Best way to avoid cast integer to pointer when dealing with memory access (MISRA 2008)

2

I have a bare-metal program(driver) which reads/writes some memory-mapped registers. e.g:

void foo_read(uint64_t reg_base, uint32_t *out_value)
{
    *out = READREG(reg_base + FOO_REG_OFFSET);
}
  • reg_base is the base address of the memory-mapped device (64-bit address)
  • FOO_REG_OFFSET is the offset of the register (#define FOO_REG_OFFSET 0x00000123). Register "foo" is 32-bit "wide".

READREG is defined like this:

#define READREG(address)    (*(uint32_t*)(address))

As you can guess MISRA 2008 is not happy with the cast from unsigned long long to pointer (5-2-7/5-2-8 are reported). My question is: what is the best/appropriate way to access memory and get rid of MISRA warnings? I've tried to cast to uintptr_t before casting to pointer, but This didn't help.

Thank you.

c
casting
embedded
bare-metal
misra
asked on Stack Overflow Oct 28, 2016 by AndreiSS • edited Oct 28, 2016 by juleslasne

1 Answer

1

OK a few things here - first of all, your definition for READ_REG is missing a volatile -- it should be something like

#define READREG(address)    (*(uint32_t volatile *)(address))
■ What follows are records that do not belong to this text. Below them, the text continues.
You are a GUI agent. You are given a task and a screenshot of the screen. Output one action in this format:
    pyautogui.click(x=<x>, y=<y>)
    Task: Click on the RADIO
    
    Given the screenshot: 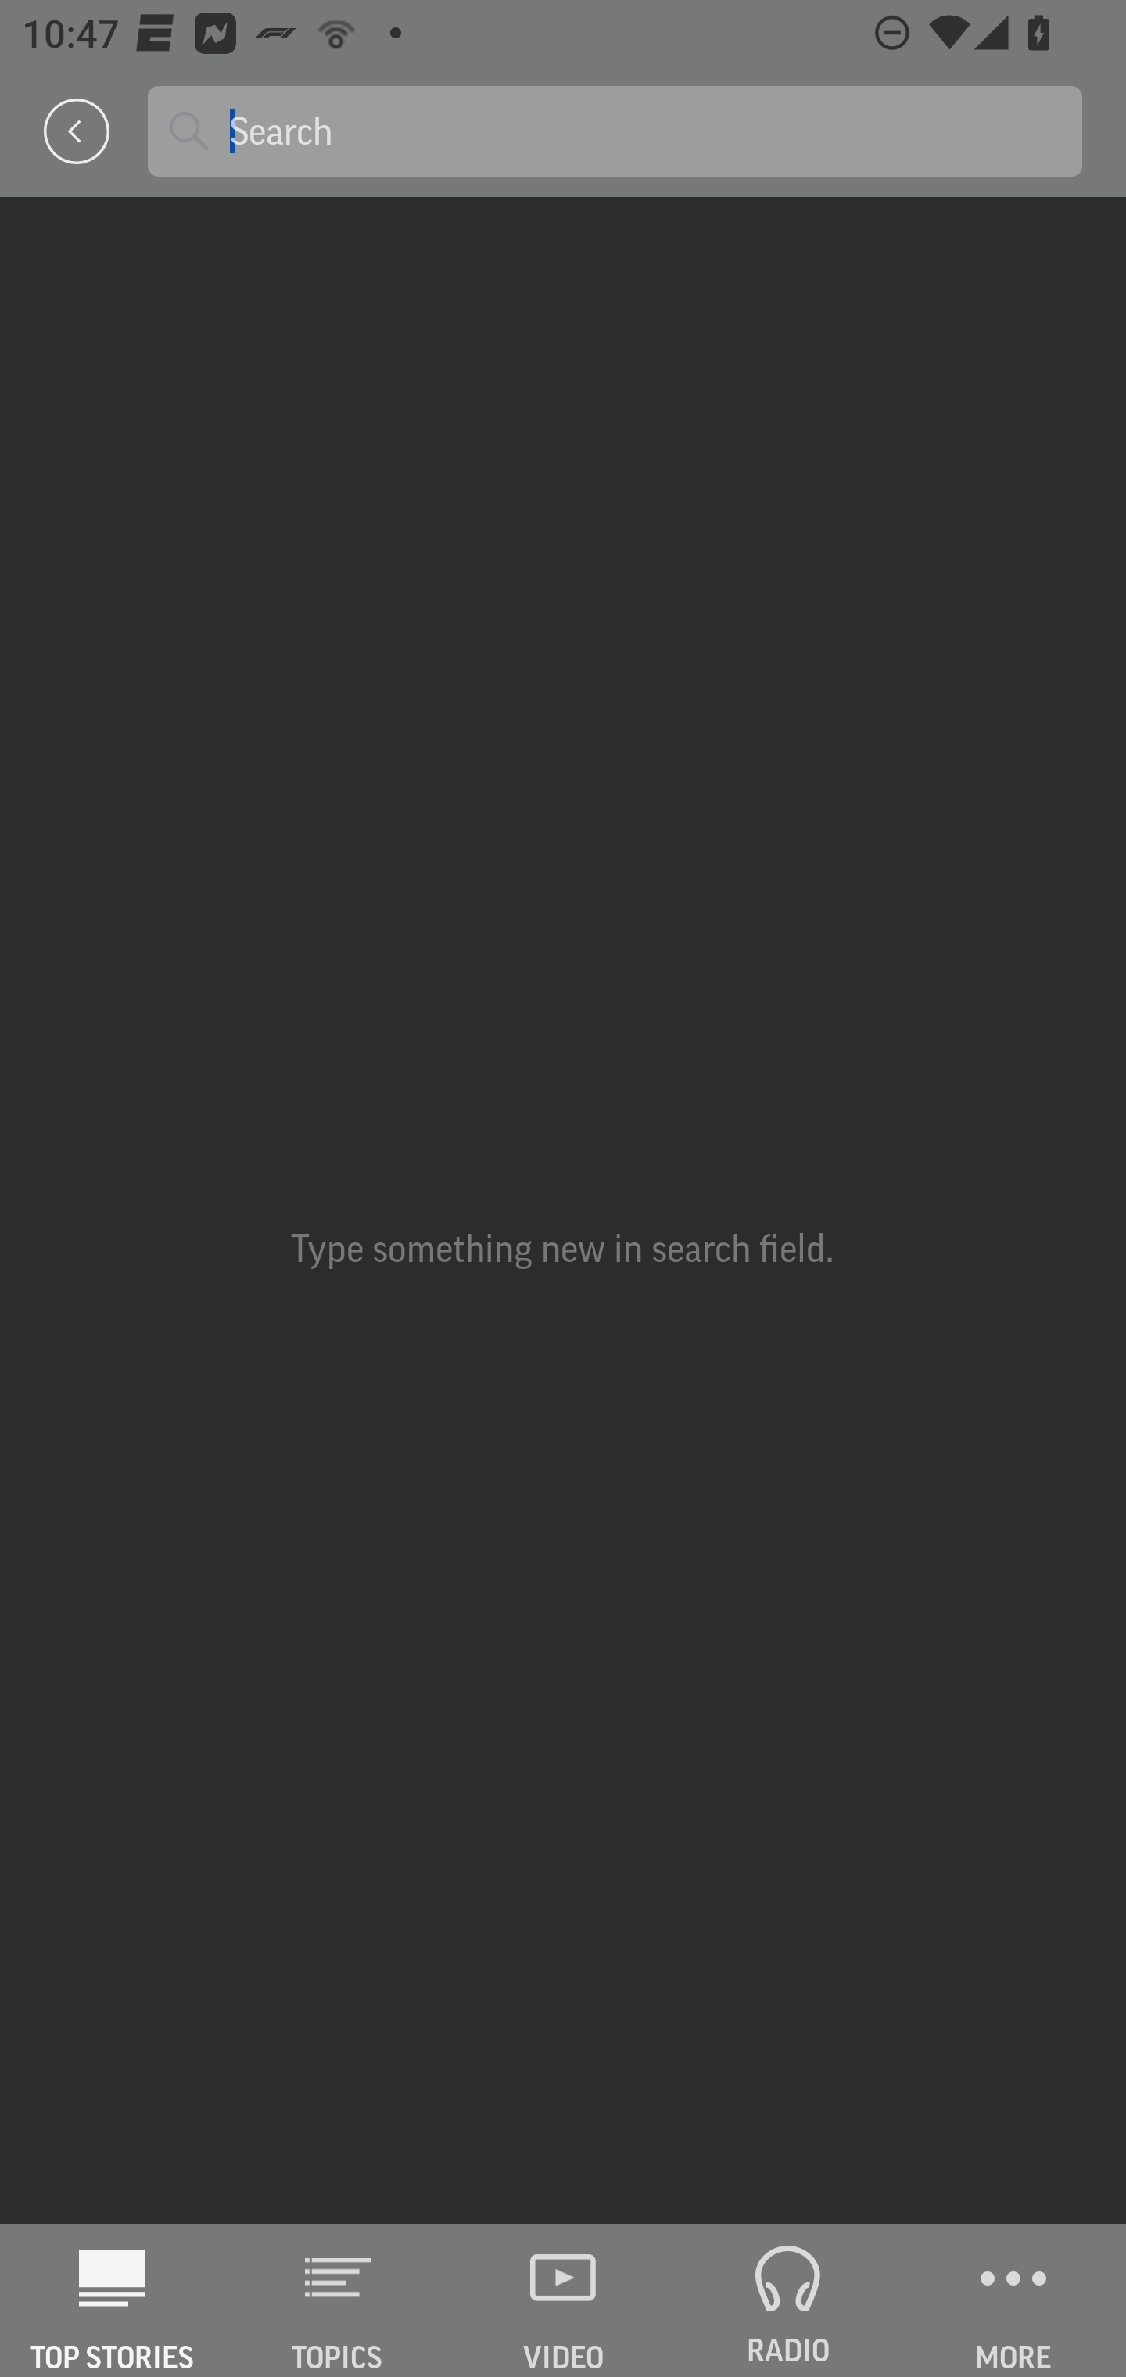 What is the action you would take?
    pyautogui.click(x=788, y=2300)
Secondly - and this is CPU-specific of course - generally speaking, reading a 32-bit value from an odd address (offset 0x123) won't work - at a minimum it will be slow (multiple bus cycles), and on many architectures, you'll hit a processor exception. (BTW, please note that pointer arithmetic doesn't come into play here, since the 2 values are added before being cast to a pointer.)
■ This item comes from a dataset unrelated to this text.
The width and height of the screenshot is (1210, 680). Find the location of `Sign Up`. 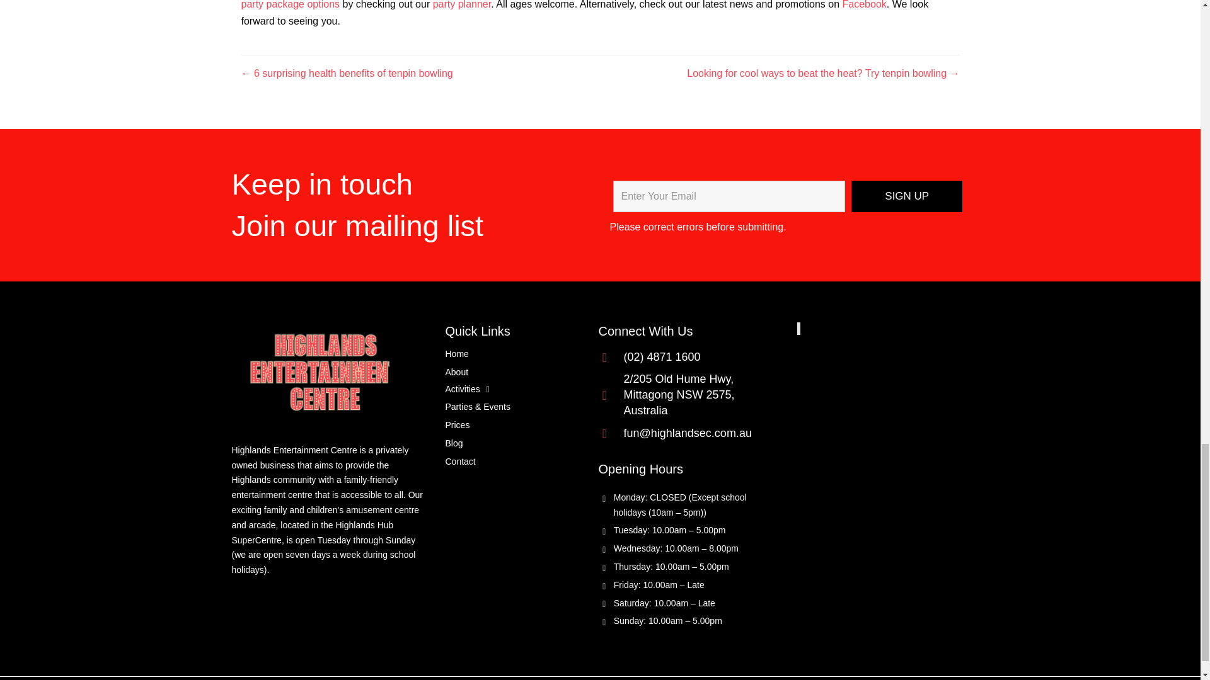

To answer your original question:

what is the best/appropriate way to access memory and get rid of MISRA warnings

Well -- you are violating a MISRA rule (you have to in this case, we've all been there...) so you will get a warning.

So what you need to do is suppress the warning(s) in a disciplined, systematic and easily identifiable way. In my opinion, there is no better example and explanation of this than in the Quantum Platform (QP) Event-driven framework's code, which is open source. Specifically:

  • Check out the QP's MISRA Compliance matrix for examples of how this is handled -- for example, just search the PDF for the Q_UINT2PTR_CAST macro
  • Check out the QP's actual source code - for example, the macro that wraps/encapsulates such "int to ptr" casts (this way they are done in a manner that is easy to identify, and easy to change/suppress warnings for in a single place)
  • Lastly, check out the PC-Lint config file qpc.lnt, where you can see how/where the warnings are suppressed in a single place. THis is explained in this app note, section 6.3:

6.3 Rule 5-2-8(req)

An object with integer type or pointer to void type shall not be converted to an object with pointer type.

The QP/C++ applications might deviate from rule 5-2-8 when they need to access specific hard-coded hardware addresses directly. The QP/C++ framework encapsulates this deviation in the macro Q_UINT2PTR_CAST(). The following code snippet provides a use case of this macro: #define QK_ISR_EXIT() . . . \ *Q_UINT2PTR_CAST(uint32_t, 0xE000ED04U) = \

I don't have time to talk about MISRA warning suppresions, compliance issues, etc. but the above gives you everything you need.

P.S. Not sure which MISRA guidelines you are referring to -- for C, there are the 2004 & 2012 guidelines, and for C++, there are the 2008 guidelines (I know, it's almost 2017!)